As we noted earlier, we will leave it to the reader to judge the effectiveness of these cycle resolutions. There are two or three resolutions on the chart that are worthy of further comment. The resolution due on March 14th, 1979 was ideally scheduled as a top but we have moved it below the price action where we placed bottoms because it turned out to be a launching point upward on the Nasdaq of very major significance which is clear from the chart. The next signal worthy of comment was scheduled for October 19th, 1987. Although it was ideally scheduled to be a top, there should have been little question when that day was over whether it turned out to be a top or bottom. The resolution date had pinpointed the largest single day percentage decline in the history of the New York Stock Exchange and it turned out to be an exact resolution as the low close on that date has never since been violated. The interesting additional point to be made is that the ideal October 19th, 1987 resolution date was just two weeks away from the preceding high close on the Nasdaq registered on October 5th, 1987. That close was important enough to mark a high that would not be breached for another two years. The 1994 resolution was scheduled for April 1.25, the first or second day in April of that year. It was an exact resolution as the first trading day in April after a long Easter weekend marked the low for the year on both the Dow and the S&P. The Nasdaq Composite, on the other hand went on to register a lower low a few months later. The 2006 resolution for January 27.375 was scheduled to be a bottom but ended up being closer to a top than a bottom so we placed that up arrow above the price action. Beyond that, there are no further explanations required. We leave it to the reader to judge the efficacy of these resolutions in relation to the Nasdaq Composite.
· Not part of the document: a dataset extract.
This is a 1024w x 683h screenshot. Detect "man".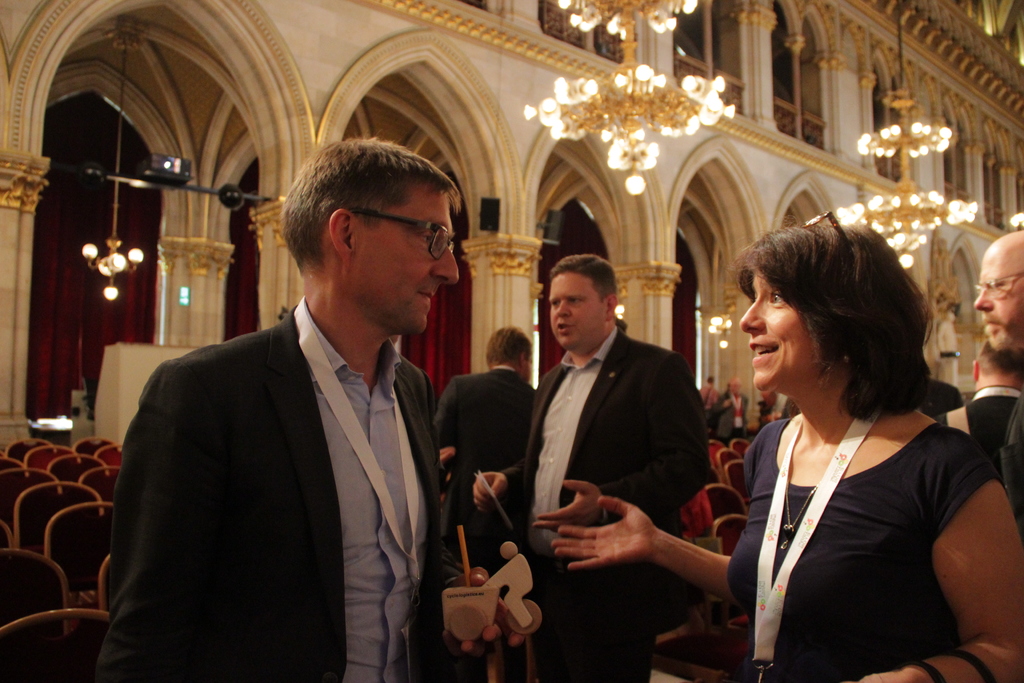
x1=470 y1=254 x2=708 y2=682.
This whole preamble leads us to the most recently scheduled resolution. Interestingly, the exact resolution was scheduled for February 23.75, 2007. In some of Armstrong's prior writings, he mentioned a specific resolution date of February 27th but we are guessing that was simply a miscalculation because virtually all other specific dates mentioned by him agreed with our calculations in terms of the fractional parts of a year. The fascinating part of the equation is that whether you use the apparently accurate February 23rd-24th (a Friday-Saturday) or the apparently miscalculated February 27th, you must so far walk away very impressed. The February 23rd date was within 2-3 days of all-time highs in the Dow Jones Industrial Average and several of the global indexes that have been performing so spectacularly over the past few years. The February 27th date marked the exact day of global financial panics with the ultra hot Shanghai market seeing its largest single-day decline in a decade, a drop of almost 10%. The more important question relating to either of the dates is whether they will simply mark short to intermediate term market tops (that has already been established) or whether they will be of the same type of significance as the late December 1995 resolution on the Japanese Nikkei. It is, of course, impossible to know the final answer. But one should indeed see enough in the charts provided to very seriously ponder that possibility. For all too long now, the market has ridiculed those who maintained it was at bubble valuation levels on an absolute basis (there are those who maintain the market is greatly undervalued on a relative valuation basis and there is justification for that opinion), has ridiculed those who pointed to the amazing long-term complacency of investors based on indicators such as sentiment readings and volatility index readings, and has ridiculed those who deigned to suggest that there is no new paradigm and that the market is priced for perfection in the future. The one thing we can assure you of is there will be no perfection in the future.